Researchers tested participants before and after their windfalls on their ability to spot matches and mismatches. The recipients were also tested for generalized anxiety disorder and their ability to make more beneficial financial decisions.
The study found:
• Average error rates in the cognitive function tests fell to 4% after the debt was paid down, compared to a 17% error rate beforehand.
• The proportion of participants showing generalized anxiety disorders went from 78% to 53% after the debt relief.
• Numbers of people showing so-called “present bias,” which favors instant gratification, dropped to 33% from 44%, a sign that their impulse control had improved.
‘Because debt impairs psychological functioning and decision-making, it would be extremely challenging for even the motivated and talented to escape poverty.’
— Dr.
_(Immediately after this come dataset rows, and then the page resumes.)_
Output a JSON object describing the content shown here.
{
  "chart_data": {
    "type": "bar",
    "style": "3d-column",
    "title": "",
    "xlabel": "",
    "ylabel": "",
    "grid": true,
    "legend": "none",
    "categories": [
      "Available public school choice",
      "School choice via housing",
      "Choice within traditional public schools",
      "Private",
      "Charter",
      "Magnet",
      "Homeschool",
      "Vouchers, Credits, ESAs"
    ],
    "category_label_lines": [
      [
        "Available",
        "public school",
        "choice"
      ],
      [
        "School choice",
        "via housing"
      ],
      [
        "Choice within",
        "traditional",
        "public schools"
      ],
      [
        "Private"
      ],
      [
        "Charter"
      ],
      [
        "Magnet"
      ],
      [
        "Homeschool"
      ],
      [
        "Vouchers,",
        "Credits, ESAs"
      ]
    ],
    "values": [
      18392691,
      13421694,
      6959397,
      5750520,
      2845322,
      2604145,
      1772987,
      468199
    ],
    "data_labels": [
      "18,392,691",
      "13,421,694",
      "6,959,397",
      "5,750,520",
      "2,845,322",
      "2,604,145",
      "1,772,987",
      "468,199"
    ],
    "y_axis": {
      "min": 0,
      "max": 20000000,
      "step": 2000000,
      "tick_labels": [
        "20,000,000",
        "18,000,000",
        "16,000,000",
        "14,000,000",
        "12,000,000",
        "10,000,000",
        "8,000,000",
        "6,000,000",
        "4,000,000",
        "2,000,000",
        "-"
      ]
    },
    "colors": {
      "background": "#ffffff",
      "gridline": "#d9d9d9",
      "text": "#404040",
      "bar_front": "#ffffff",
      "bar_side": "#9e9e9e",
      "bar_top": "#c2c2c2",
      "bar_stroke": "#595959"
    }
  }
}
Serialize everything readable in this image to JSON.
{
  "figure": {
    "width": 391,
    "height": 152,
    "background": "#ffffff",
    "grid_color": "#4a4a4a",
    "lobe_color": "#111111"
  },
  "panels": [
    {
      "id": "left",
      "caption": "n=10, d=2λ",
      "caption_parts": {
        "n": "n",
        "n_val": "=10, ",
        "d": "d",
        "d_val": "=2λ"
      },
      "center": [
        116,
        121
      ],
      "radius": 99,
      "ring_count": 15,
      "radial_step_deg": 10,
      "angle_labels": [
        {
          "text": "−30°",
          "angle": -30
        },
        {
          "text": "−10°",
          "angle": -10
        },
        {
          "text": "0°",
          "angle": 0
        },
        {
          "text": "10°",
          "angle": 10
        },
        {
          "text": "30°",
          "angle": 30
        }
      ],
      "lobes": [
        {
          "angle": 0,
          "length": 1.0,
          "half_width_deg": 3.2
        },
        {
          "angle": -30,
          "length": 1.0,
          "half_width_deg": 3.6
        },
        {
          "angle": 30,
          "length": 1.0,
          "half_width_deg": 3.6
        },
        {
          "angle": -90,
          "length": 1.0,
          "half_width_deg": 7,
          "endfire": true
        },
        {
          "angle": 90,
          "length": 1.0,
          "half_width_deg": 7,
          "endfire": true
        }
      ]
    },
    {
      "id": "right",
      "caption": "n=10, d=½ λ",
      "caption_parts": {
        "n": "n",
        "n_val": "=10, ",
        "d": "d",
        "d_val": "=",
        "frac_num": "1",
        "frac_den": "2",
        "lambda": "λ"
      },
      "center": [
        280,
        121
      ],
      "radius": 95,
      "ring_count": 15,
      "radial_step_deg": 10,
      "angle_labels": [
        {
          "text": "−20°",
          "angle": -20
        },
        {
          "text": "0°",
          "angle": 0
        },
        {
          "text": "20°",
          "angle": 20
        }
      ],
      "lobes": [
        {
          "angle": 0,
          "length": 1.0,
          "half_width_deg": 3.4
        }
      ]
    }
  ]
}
Ong Qiyan, National University of Singapore
The university’s Dr. Ong Qiyan said the findings showed the costs of being poor that aren’t measured on a balance sheet. “Our study shows that because debt impairs psychological functioning and decision-making, it would be extremely challenging for even the motivated and talented to escape poverty,” she said.
Of course,the experiment played out on the other side of the globe and involved a very small number of people.
The findings are in line with previous research in the U.S. on the psychological toll of living in poverty. When people live in “chronic scarcity” — meaning they lack sufficient money, housing and food to thrive — their brains become overtaxed because they’re coping with emergency after emergency, research by the nonprofit consulting firm ideas42 found. That in turn can diminish self-control and harm people’s ability “to evaluate options and make high-quality decisions,” wrote ideas42. “In short, scarcity makes us less insightful, less forward-thinking, and less controlled,” the study concluded.
Many Americans are well-acquainted with the stress that financial uncertainty can create. As the nation faces $1.5 trillion in outstanding student debt, a third of students in a survey last year said their student loan bills were a major source of stress. One man said he and his wife would cry the day they paid their last student loan bill. Debt can also affect your dating prospects. Three quarters of people in one survey said credit-card debts would be a turn-off in a potential mate.

Researchers said the Singapore study was another look at so-called “bandwidth taxes,” which are part of the reason some people stayed mired in poverty. “The demands of daily life under scarcity create ‘bandwidth taxes’ that sap mental resources, impairing cognitive ability and causing counterproductive behavior which perpetuates poverty,” the researchers wrote in the study, which was published in the Proceedings of the National Academy of Sciences of the United States of America.
One way to less the bandwidth taxes? Consolidate debt to simplify the pay-off experience, researchers suggested.